But the Manito drew out the quills and said: 'It shall be ever thus; the Ojeeg shall conquer the Kahk and the quills of Kahk shall never do Ojeeg any harm." The Otter Slide It was late now and the hunters camped in the high cool woods. Skookum whined in his sleep so loudly as to waken them once or twice. Near dawn they heard the howling of wolves and the curiously similar hooting of a horned owl.

It speared his arm in fifty places and he could not save his face, so he tried to get down, but the Kahk came faster, lashing him; then he lost his hold and dropped. His leg was broken and his arm was swelled up for half a year. They are very poisonous. He nearly died." "Well, I can at least chop him down," and Rolf took the axe. "Wah!"

The bear could kill them with his paw but not eat, so with his mouth wide open and plenty about him he died of starvation in that pool. "There is but one creature that can kill the Kahk that is the Ojeeg the big fisher weasel. He is a devil. He makes very strong medicine; the Kahk cannot harm him. He turns it on its back and tears open its smooth belly. It is ever so.

It was many a long day before he fully recovered and at one time his life was in the balance; and yet to the last of his days he never fully realized the folly of his insensate attacks on the creature that fights with its tail. "It is ever so," said the Indian. "The lynx, the panther, the wolf, the fox, the eagle, all that attack the Kahk must die.

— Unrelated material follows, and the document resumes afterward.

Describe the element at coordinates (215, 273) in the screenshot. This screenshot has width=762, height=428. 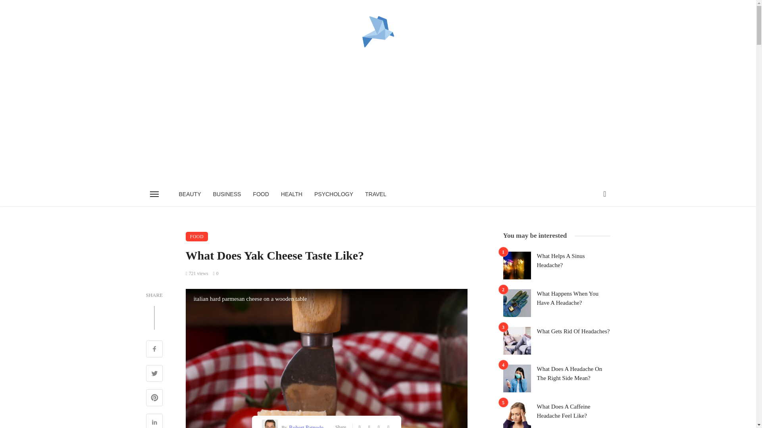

For a minute or two the struggles of Kahk were of desperate energy and its lashing tail began to be short of spines, but a red stream trickling from the wound was sapping its strength. Protected by the log, the fisher had but to hold on and play a waiting game. The heaving and backward pulling of Kahk were very feeble at length; the fisher had nearly finished the fight.

How the fisher had forced it out was not then clear, but soon became so. After feinting till the Kahk would not strike, the pekan began a new manceuvre. Starting on the opposite side of the log that protected the spiny one's nose, he burrowed quickly through the snow and leaves.

"That's so," said Rolf, remembering the birch-bark goods often sold by the Indians. "I wish we had a porcupine now." "Maybe Skookum could find one," said the Indian, with a smile. "Will you let me kill the next Kahk we find?" "Yes, if you use the quills and burn its whiskers." "Why burn its whiskers?" "My father said it must be so.

All were got out at last and the little dog set free. Now Rolf thought of vengeance on the quill-pig snugly sitting in the tree near by. Ammunition was too precious to waste, but Rolf was getting ready to climb when Quonab said: "No, no; you must not. Once I saw white man climb after the Kahk; it waited till he was near, then backed down, lashing its tail. He put up his arm to save his face.

Once my father saw a bear that was killed by the quills. He had tried to bite the Kahk; it filled his mouth with quills that he could not spit out. They sunk deeper and his jaws swelled so he could not open or shut his mouth to eat; then he starved. My people found him near a fish pond below a rapid. There were many fish.